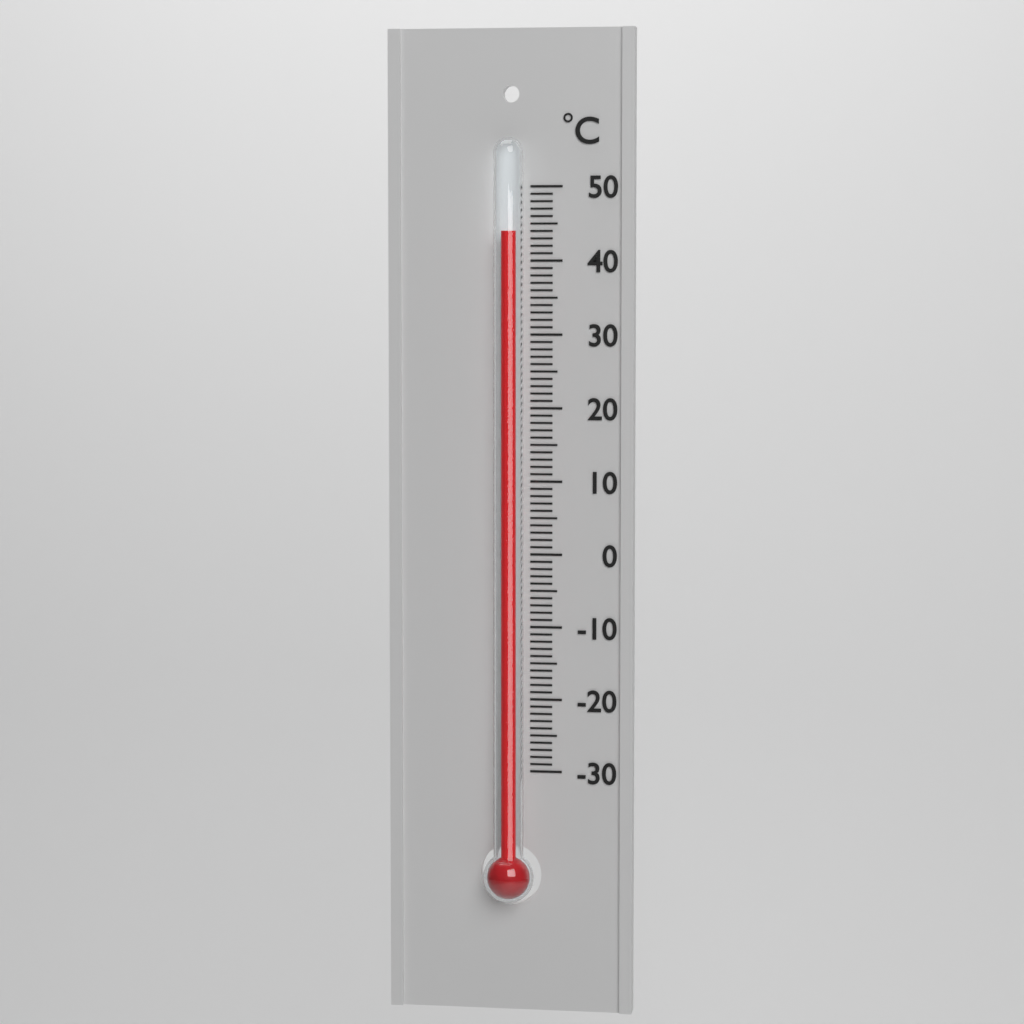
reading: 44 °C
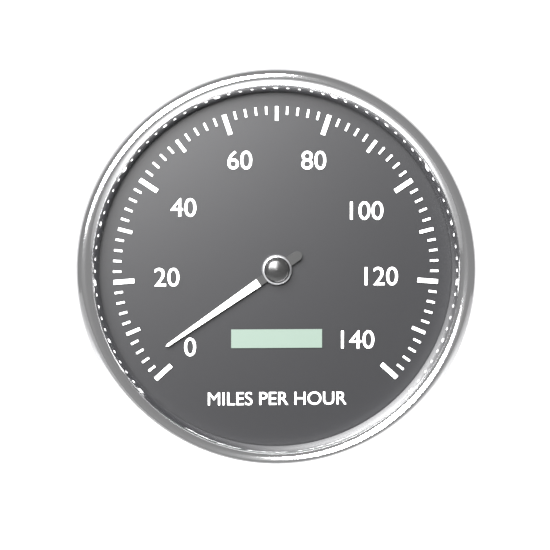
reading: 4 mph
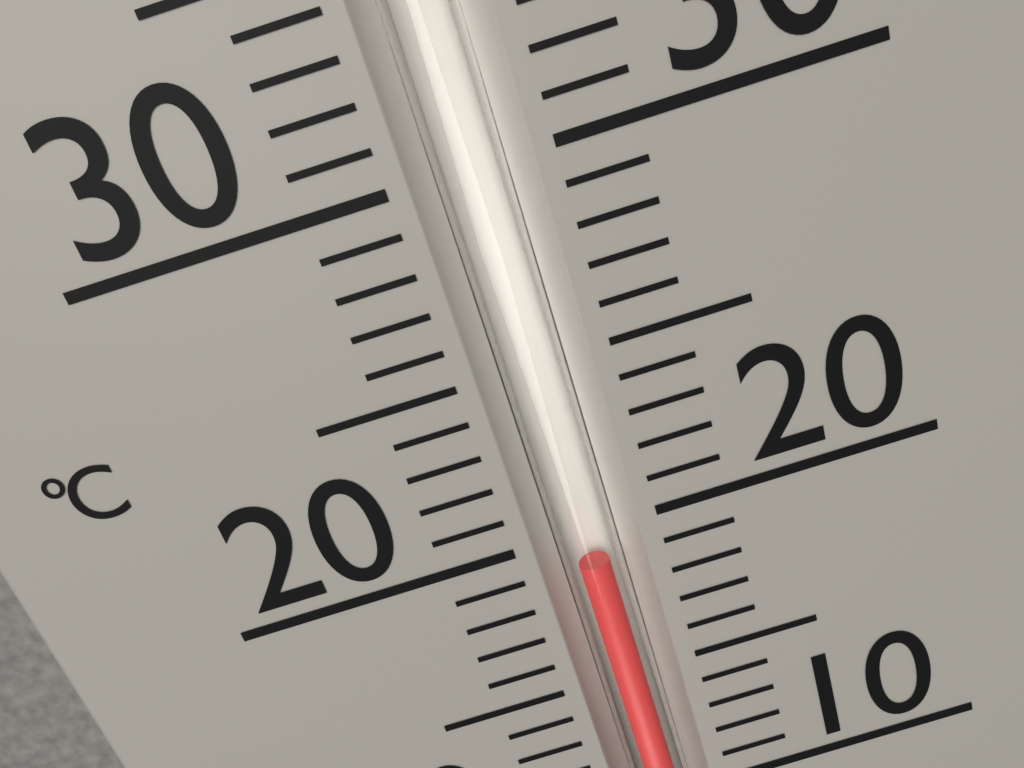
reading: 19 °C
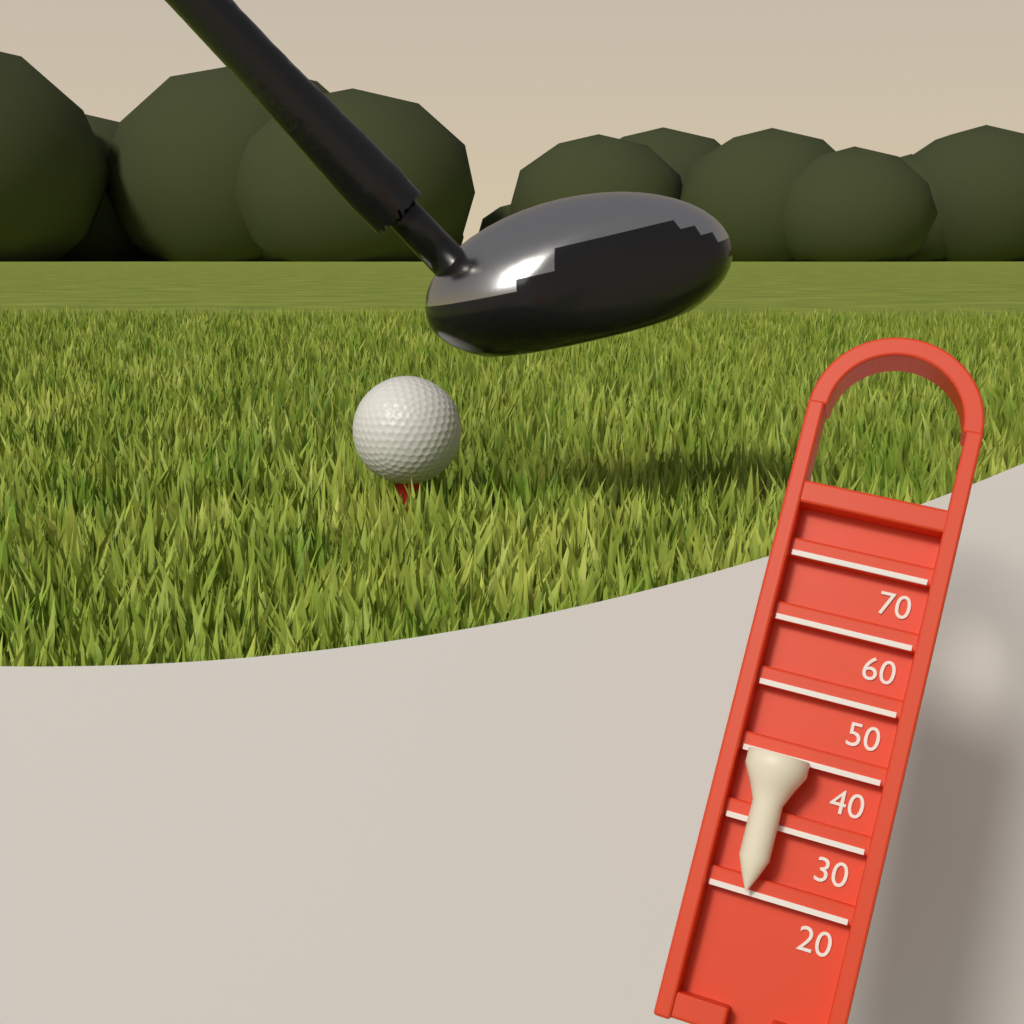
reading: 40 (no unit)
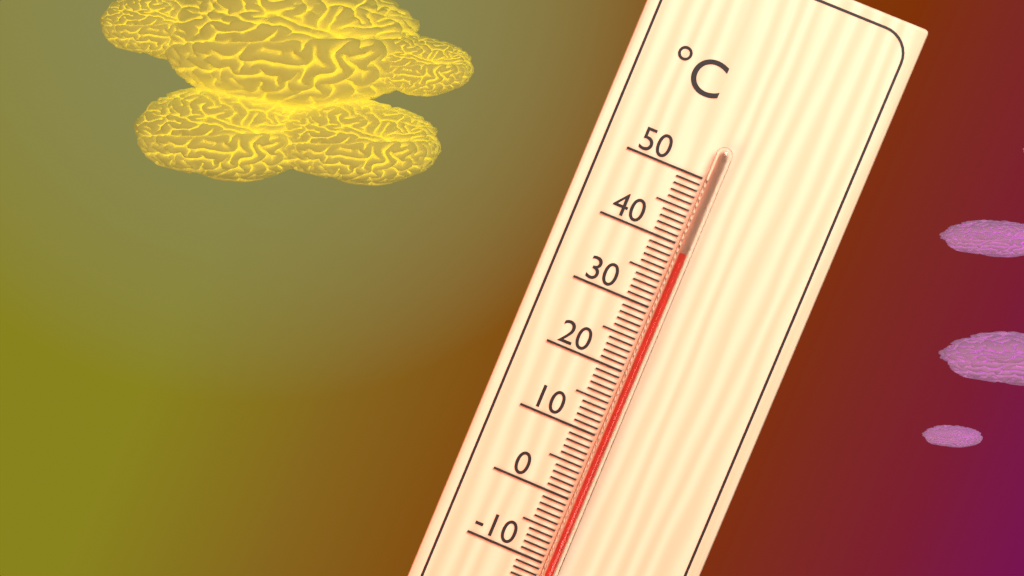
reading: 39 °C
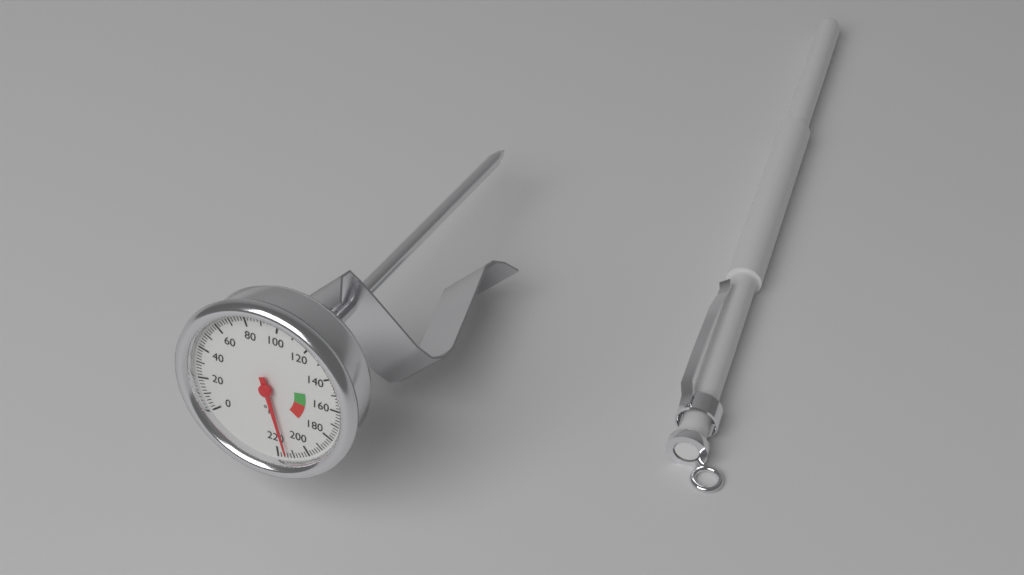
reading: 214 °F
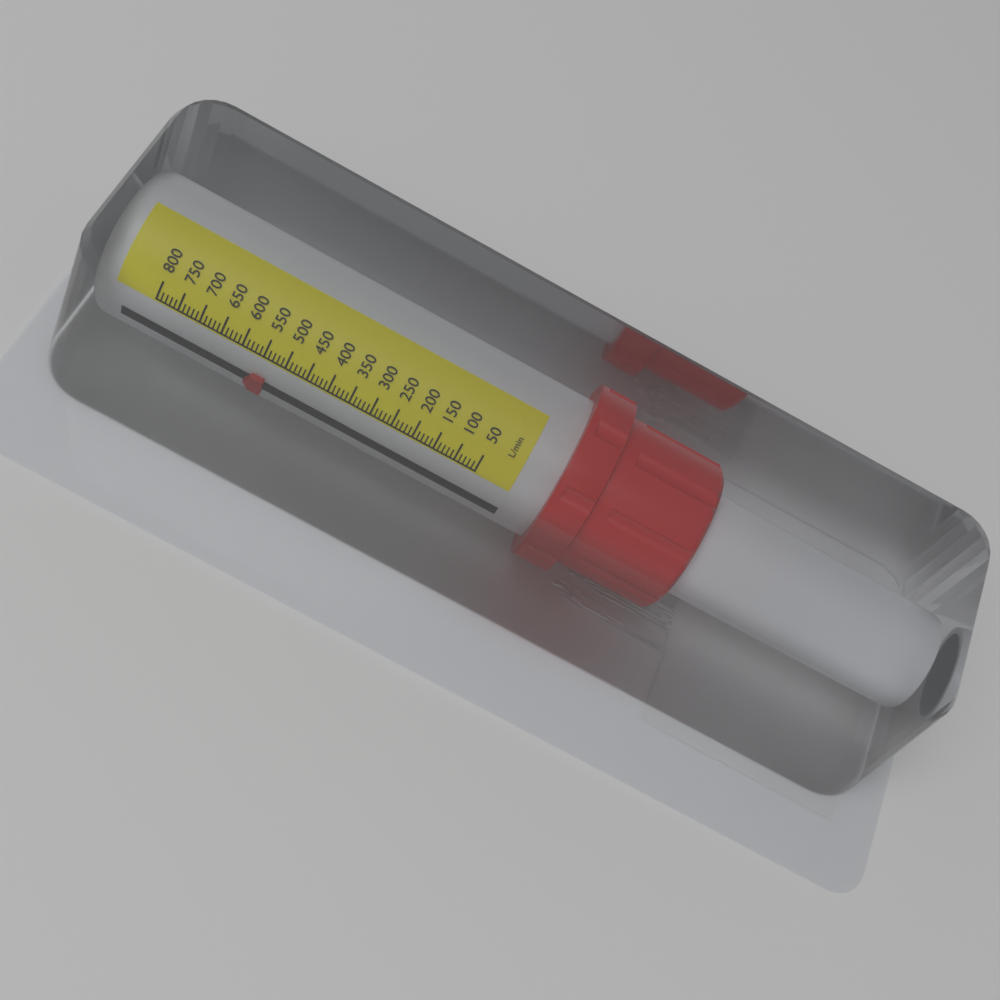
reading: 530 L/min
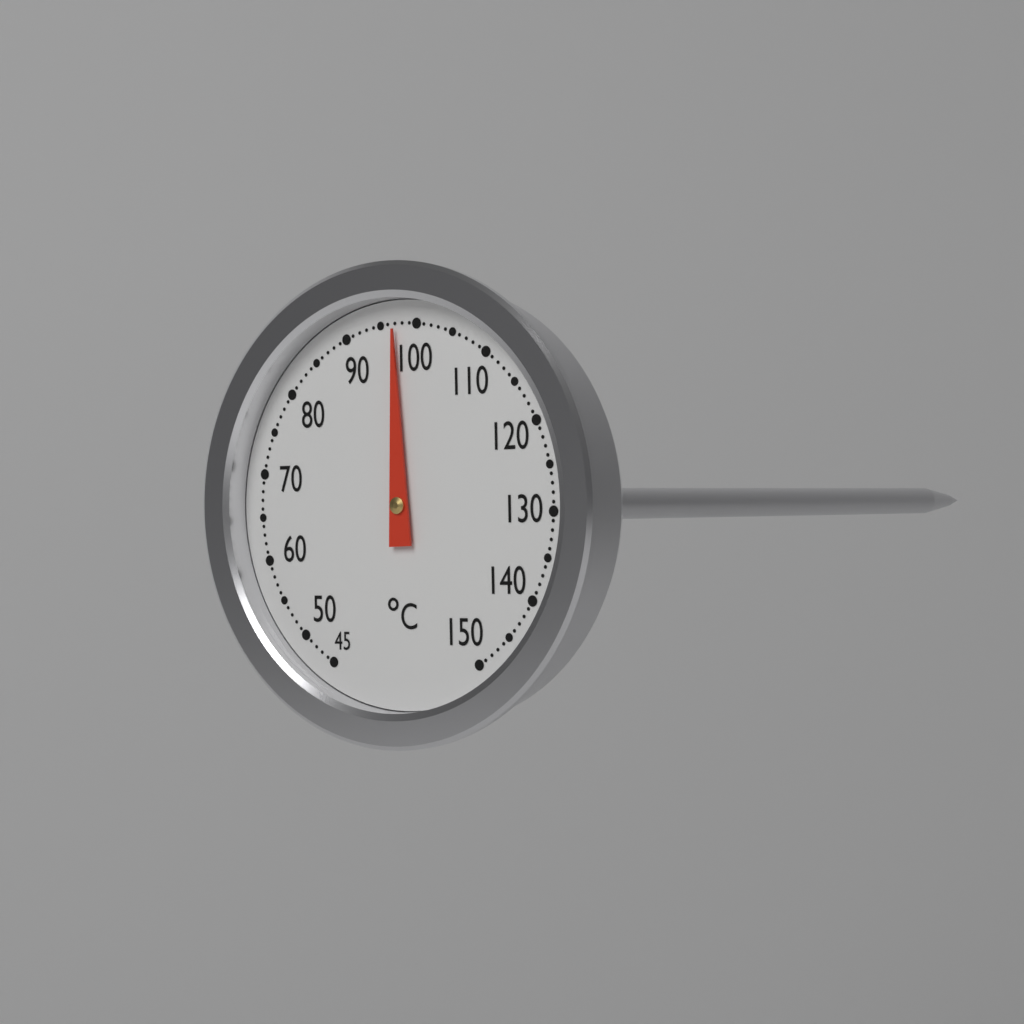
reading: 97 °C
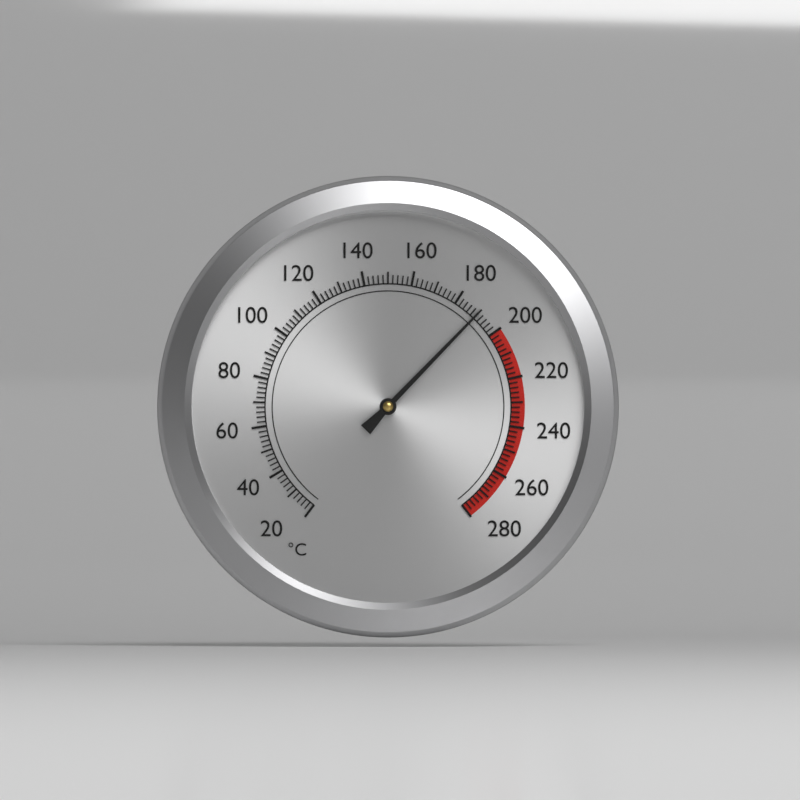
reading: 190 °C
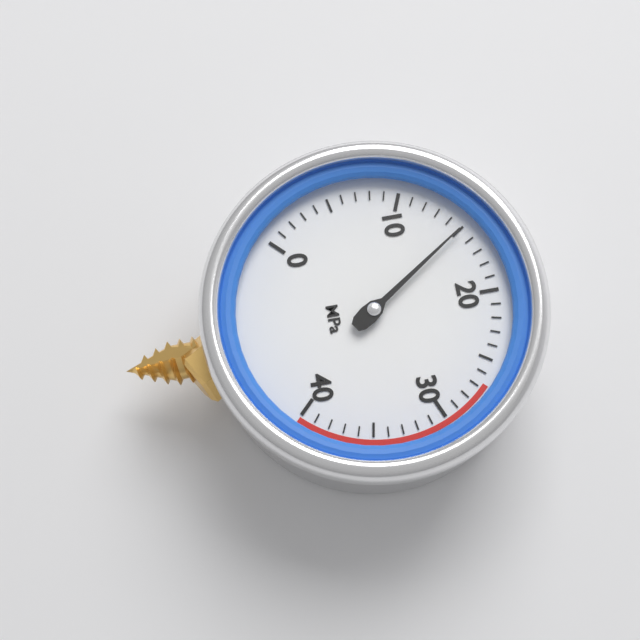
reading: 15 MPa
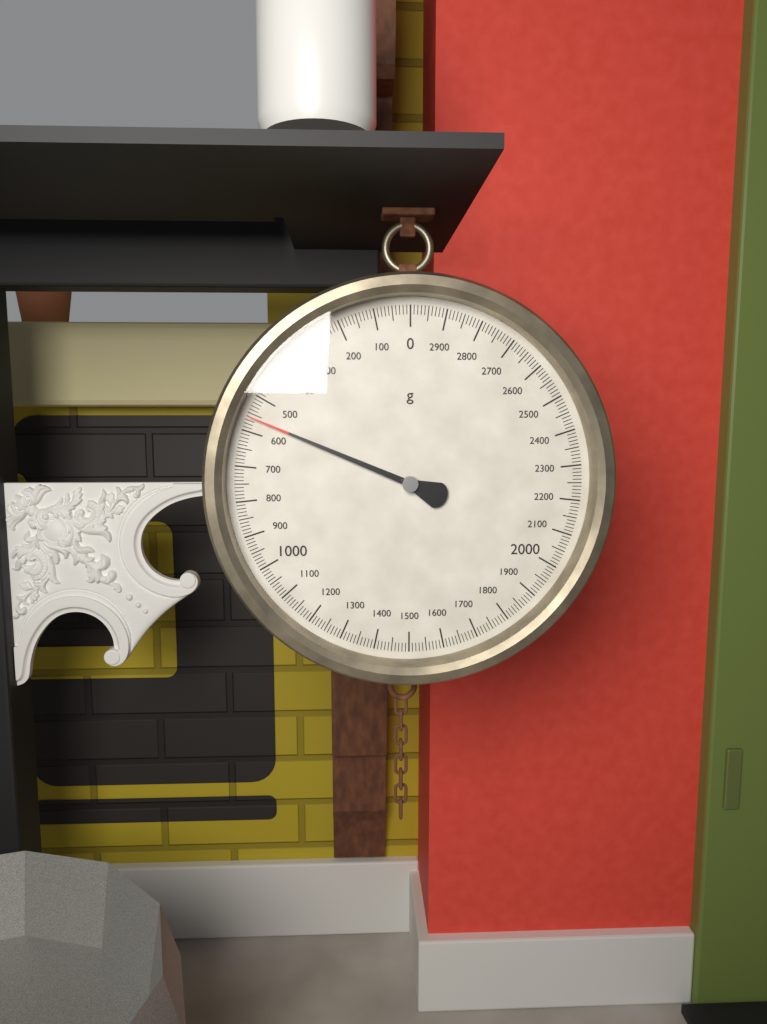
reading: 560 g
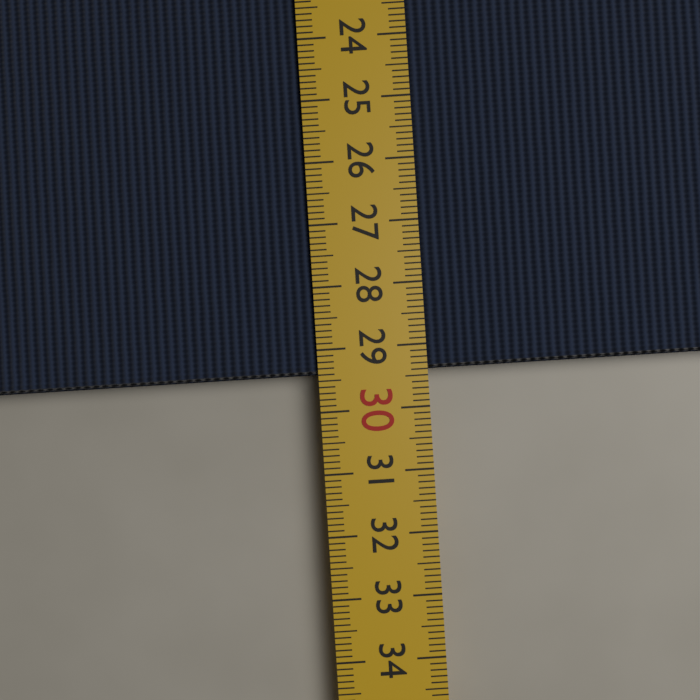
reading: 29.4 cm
+---+
EXERCISE DETAILS: Exactly repeat only the lines from the one with "reading: 214 °F" to the closing line above, both included, and omit every picture.

TASK OUTPUT:
reading: 214 °F
reading: 530 L/min
reading: 97 °C
reading: 190 °C
reading: 15 MPa
reading: 560 g
reading: 29.4 cm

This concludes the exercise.